Two blocks off of Holloway is 501 Oakwood, emblematic of the kind of problem the Cleveland-Holloway neighborhood is trying to deal with - and in my mind, a better target for the city's largess than funding businesses to do new construction.
501 Oakwood was among the earliest built in the part of the Cleveland-Holloway neighborhood north of Holloway St - built between 1907 and 1913. This area with its rolling topography, was not as attractive for development until the relatively flat areas along Main, Liberty, Holloway, Dillard, Cleveland, and, a bit later, Roxboro, had been developed.

Above, the Sanborn Map of this portion of the neighborhood, 1913. 501 Oakwood is marked with the red dot.
When the entire southwest portion of this neighborhood was demolished in the 1960s, the neighborhood had been on a slow economic decline - many of the large houses turned into rooming houses or showing signs of deferred maintenance. Urban renewal was a good dose of strychnine to the ailing patient.
Despite this, the remaining neighborhood north of Holloway remained stable for a number of years - primarily due to the owner-occupancy of an older generation that remembered the neighborhood from an earlier era.
Here is 501 Oakwood, sometime during the 1970s.

Looking west.
The neighborhood has had an increasingly rougher time over the past 20 years, as that generation passed on. More and more houses boarded up, drugs, violence, etc.
501 Oakwood is a symptom of that problem - abandoned for way too long and with foundation issues, it deserves renovation. Unfortunately, the person with that vision has to step forward now - as in by Friday - because NIS has their bulldozers revved, ready to pop the clutch.

501 Oakwood, looking west, 2007.

501 Oakwood and 503 Oakwood (which unfortunately was just gutted and the windows removed)
This is one of those sagas in the housing world of Durham. I finally managed to track down the 'owner' of this house a few months ago - an elderly man in Hillsborough and his grown children in Asheville, who told me that they had donated it to the Mary E. Wilson Foundation for a home for at-risk women. They promptly sold it off/gave it to a ne'er do well woman who said she is a contractor. She stated at the housing appeals board meeting that she was planning to fix it up for a shelter for victims of some sort. I was present at that meeting with multiple neighbors, who beseeched the housing board and NIS not to tear it down. Gray Dawson was utterly exasperated by the thought of a repair-only order, but the housing appeals board listened to the neighborhood. Only the 'contractor' was lying, because earlier that day, she had already sold it to an owner of multiple rooming houses in the neighborhood who thought he would do the same with this house.
He hasn't gotten around to it.
Supposedly, this house was going to be sold to a realtor/developer who had signed a memorandum of understanding with NIS. But he backed out.

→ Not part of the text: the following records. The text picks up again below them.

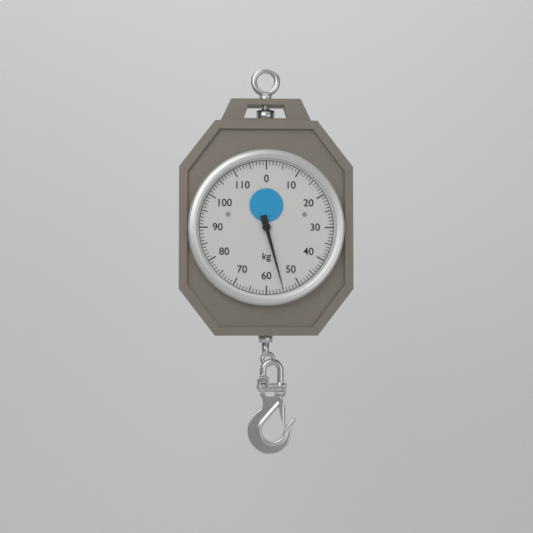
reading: 55 kg
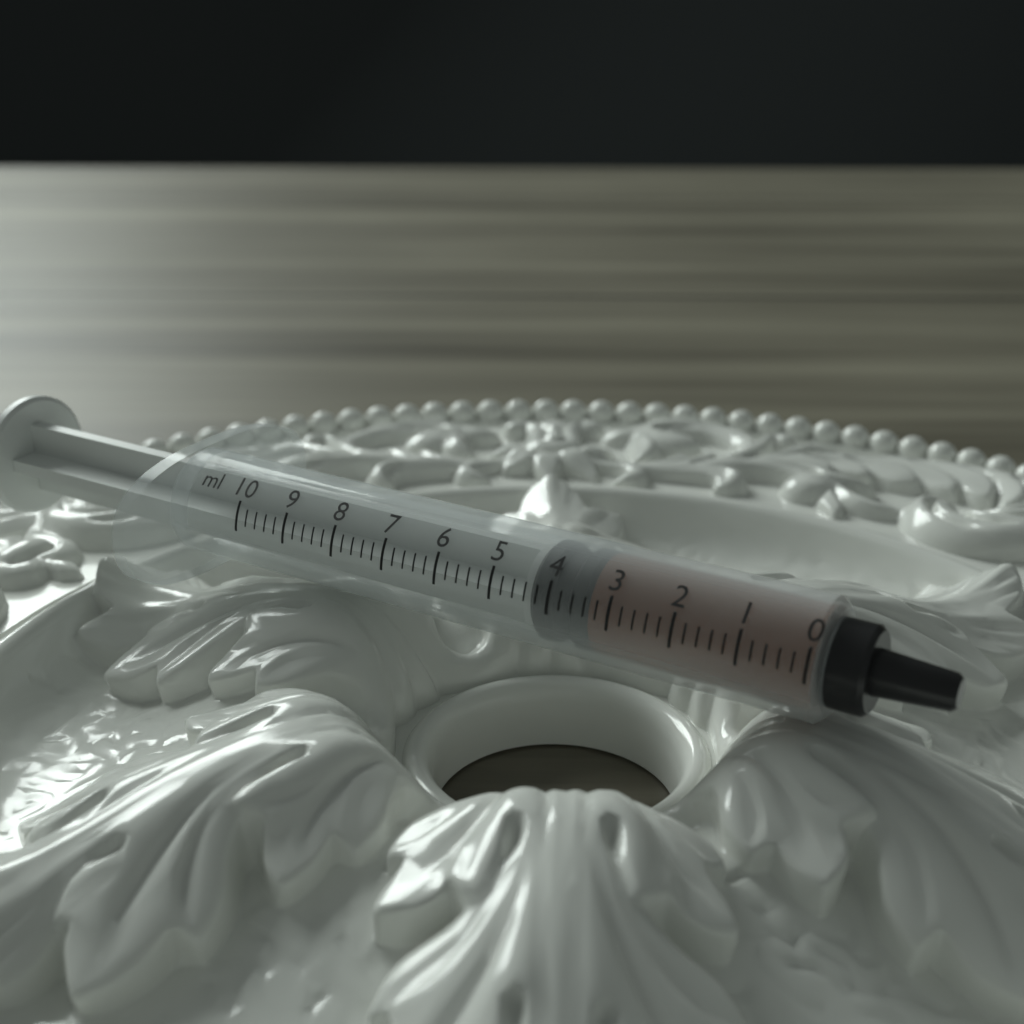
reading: 3.4 ml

So now NIS, understandably impatient, wants to get this over with and tear the thing down.
Unfortunately, that penalizes the neighbors, who clearly want to save the house, more than anyone.

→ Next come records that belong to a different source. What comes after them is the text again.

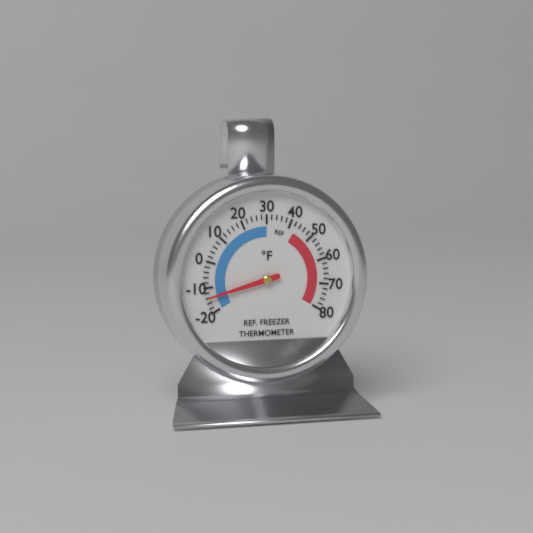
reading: -14 °F
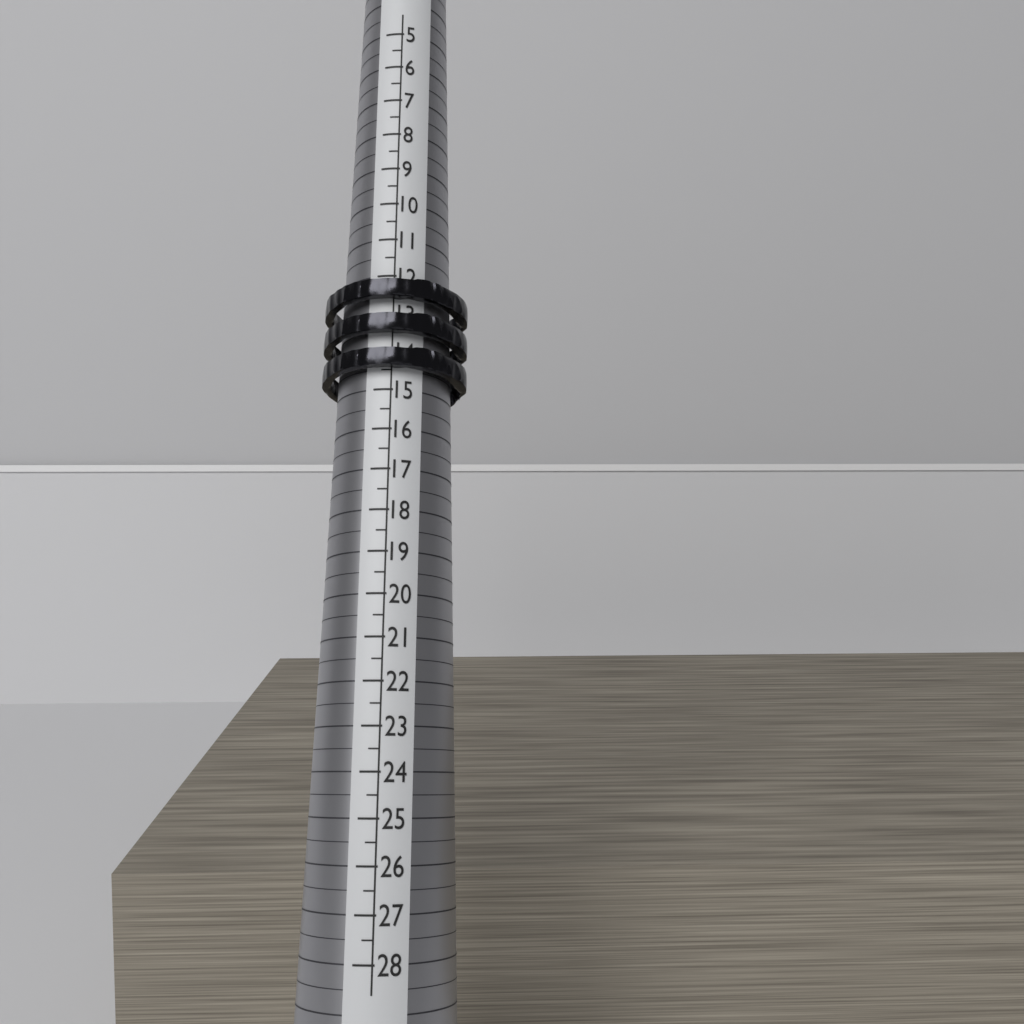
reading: 14.5 (no unit)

Word on the street - because Preservation Durham didn't tell me about it - is that PD needs $16,000 by Friday to - ? purchase the house - and save it from demolition. I don't know any more details, but if you want to save an extremely important structure in Cleveland-Holloway, I'd get in touch with Preservation Durham ASAP. Their number is (919) 682-3036.

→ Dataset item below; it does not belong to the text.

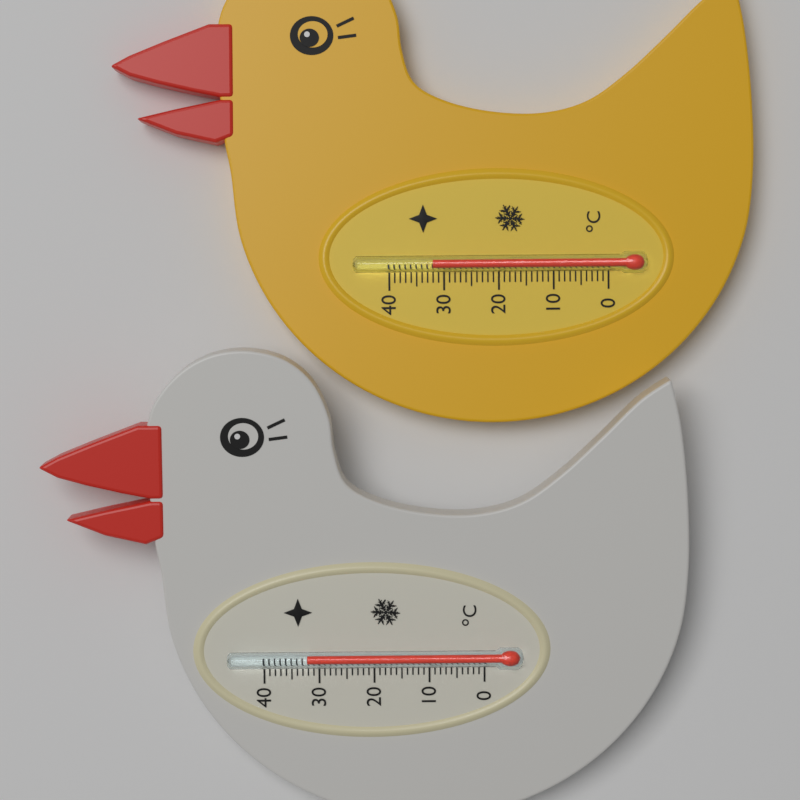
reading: 32 °C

Update 3:05pm: NIS now reports:
Have some news that might be encouraging. The owner for 501 Oakwood came in today and was granted an extension till Aug 31 to bring in a MOU.
MOU is a "Memorandum of Understanding", which is an agreement between owner and NIS to repair the house. I would not be confident that this means anything except a temporary delay. Neighbors encountered the owner out on the street today saying "want to buy a house? Make a great deal.."
As I've mentioned before, we simply don't have enough tools in our policy arsenal to deal with this problem - and I can respect that problem. How do you get an owner to repair? I'm not convinced that NIS has a culture that would respect the community's wishes, even if it had better tools though. As one woman was told by NIS earlier today, per her report, "[501 Oakwood is] long overdue to be demolished." This is what keeps NIS from exploring more creative, realistic ways to make this happen in the short-term, and instead has them focusing on things like 'property deconstruction' as a 'solution'.
Update: 10/2/2010
I must admit, the thought that there would still be a house for me to write an update about on this lot in 2010 seemed like a remote possibility 3 years ago. Happily, the house is under renovation, and has been purchased by a couple to be owner occupied later this year.